Figure 3 shows a comparison of TSM, RDMA and UM. TSM is, on average, 3.9 and 8.2 faster than RDMA and UM, respectively. TSM is faster than using RDMA because RDMA requires data copy operations between the CPU and GPUs. During kernel execution, all GPUs are required to use RDMA to access data residing on the other GPUs’ memories. UM suffers from an expensive page fault service mechanism and page migration through the off-chip links.
4 MGPU-TSM System Design Challenges
Our preliminary comparison of TSM with RDMA and UM shows that TSM is quite promising, but it also comes with several challenges. Here we discuss these challenges and our future research direction to address those challenges.
4.1 Data Sharing Within and Across GPUs
In the MGPU-TSM system, different CUs within and across GPUs can access the same memory location. Hence, we need a low-overhead scalable cache coherency and memory consistency model to maintain accuracy such as HALCONE [mojumder2020halcone]. Traditional snooping-based or directory-based coherency protocols, such as MESI and MOESI, can lead to large inter-GPU and intra-GPU communication latencies [singh2013cache]. Timestamp-based coherence [tabbakh2018g], which allows auto-invalidation of cache blocks and reduces the traffic overhead, can be suitable for an MGPU-TSM system. A wide range of consistency models, including sequential consistency, weak consistency, and release consistency, have been proposed for single-GPU systems. We need to design consistency models for an MGPU-TSM system consisting of thousands of threads.
4.2 L2-to-MM Network
The L2-to-MM network plays a critical role in the overall performance of an MGPU-TSM system. In our example system, we used direct links between L2 to the Switch and between the Switch to MM. As we scale the number of GPUs, the radix of the Switch grows proportionally. A high-radix switch leads to lower performance, and at the same time, the resulting area and power become problematic. In our future work, we will explore different high-BW low-latency networks that scale well with GPU count.
4.3 CPU-GPU Memory Accesses
CPUs are typically latency-sensitive, while GPUs are BW-sensitive. Since the MGPU-TSM system provides the same physical memory to both CPUs and GPUs, it is imperative to design a network protocol that allows low-latency data access to the CPU and high-BW data access to the GPUs.

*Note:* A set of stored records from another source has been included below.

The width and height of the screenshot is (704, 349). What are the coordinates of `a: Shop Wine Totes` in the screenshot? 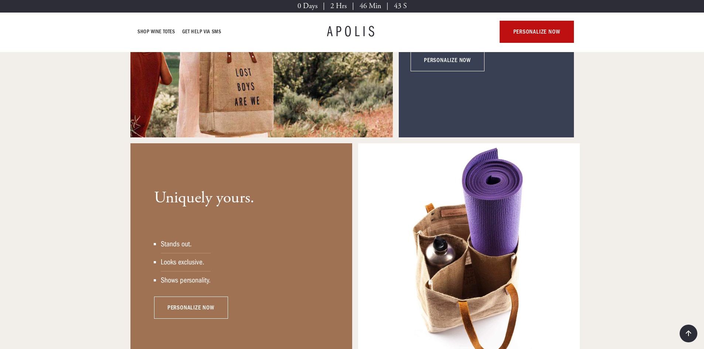 It's located at (156, 32).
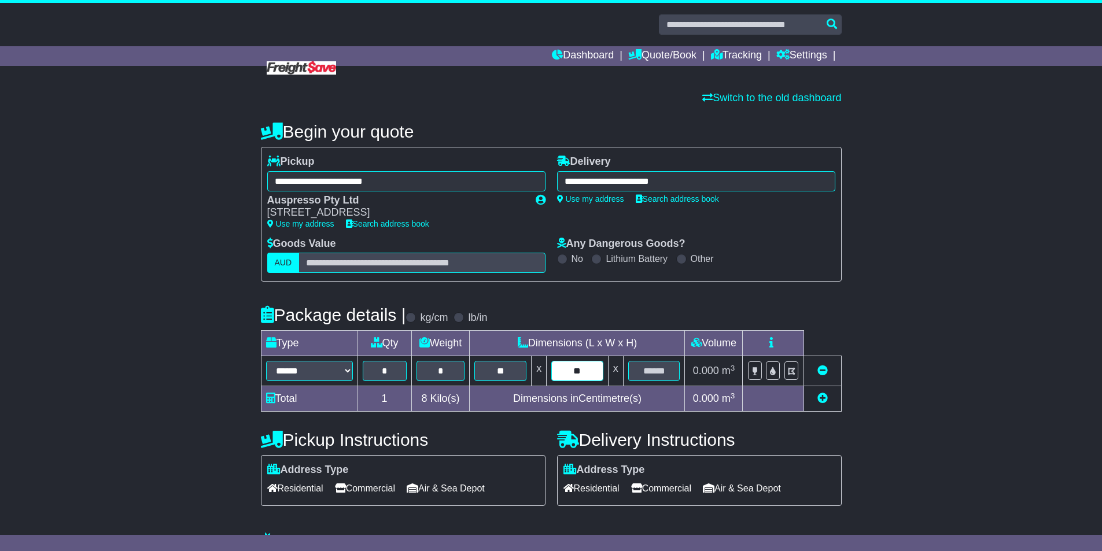 Image resolution: width=1102 pixels, height=551 pixels. I want to click on label: Goods Value, so click(301, 244).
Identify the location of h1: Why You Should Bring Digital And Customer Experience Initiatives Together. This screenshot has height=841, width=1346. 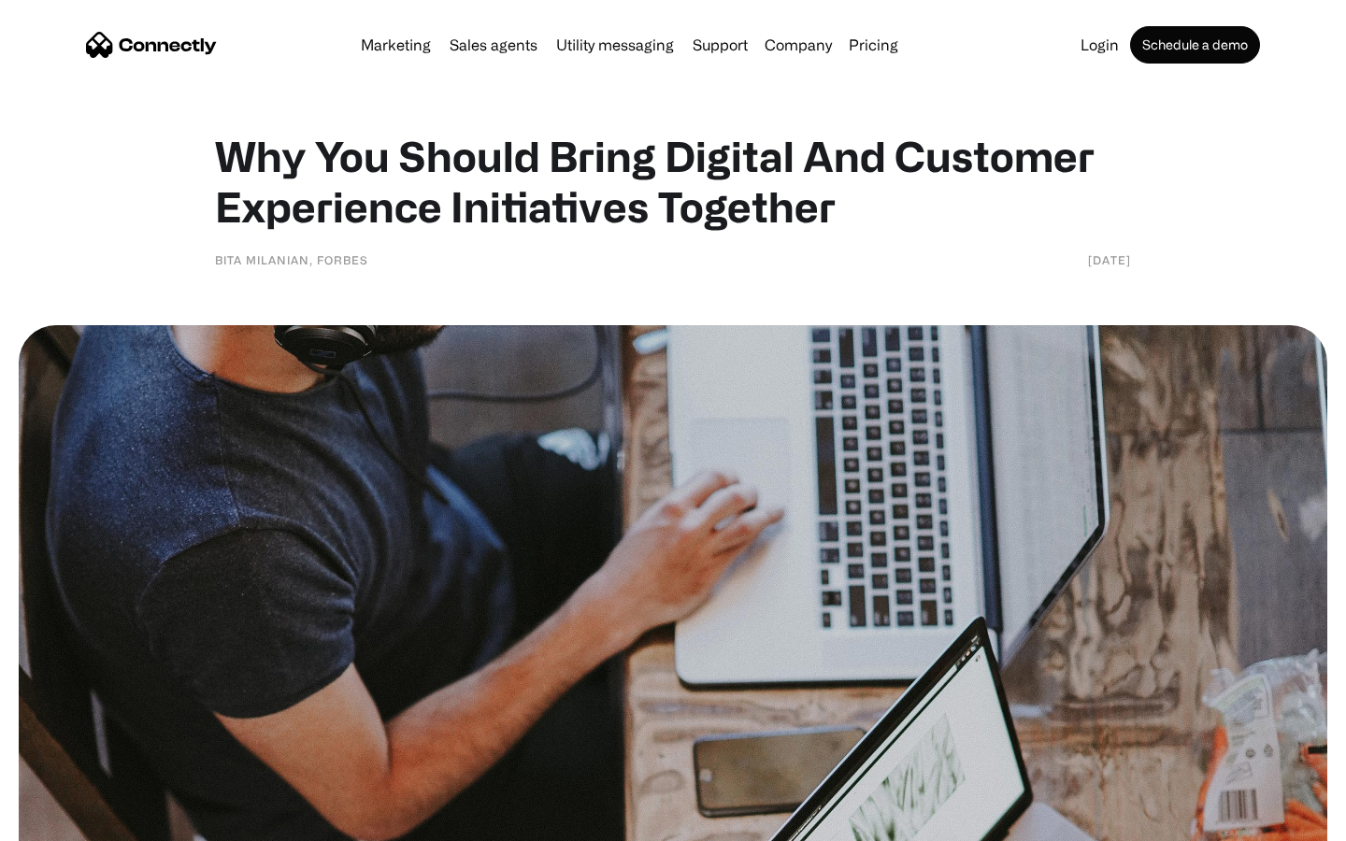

4.4 Integration Technology
To design a scaled-up MGPU-TSM system, we envision using 2.5D integration technology with multiple interposers. Each interposer will have multiple GPU chiplets, a CPU chiplet, and multiple HBM stacks. For intra-interposer communication, we can use electrical links, while for long-distance inter-interposer communication, we can use photonic links. To design such a multi-interposer system, we need to develop a cross-layer design automation technique that jointly optimizes the system architecture, circuit design, and physical design.
5 Conclusion
In this work, we showed that the performance of MGPU systems is limited due to expensive remote data access through off-chip links. At the same time, programming MGPU systems is difficult due to a lack of hardware support for coherency. To address these issues, we propose an MGPU-TSM architecture that eliminates remote data access, improves memory utilization, and reduces programmer burden. We also highlight the major challenges we need to overcome to make MGPU-TSM viable.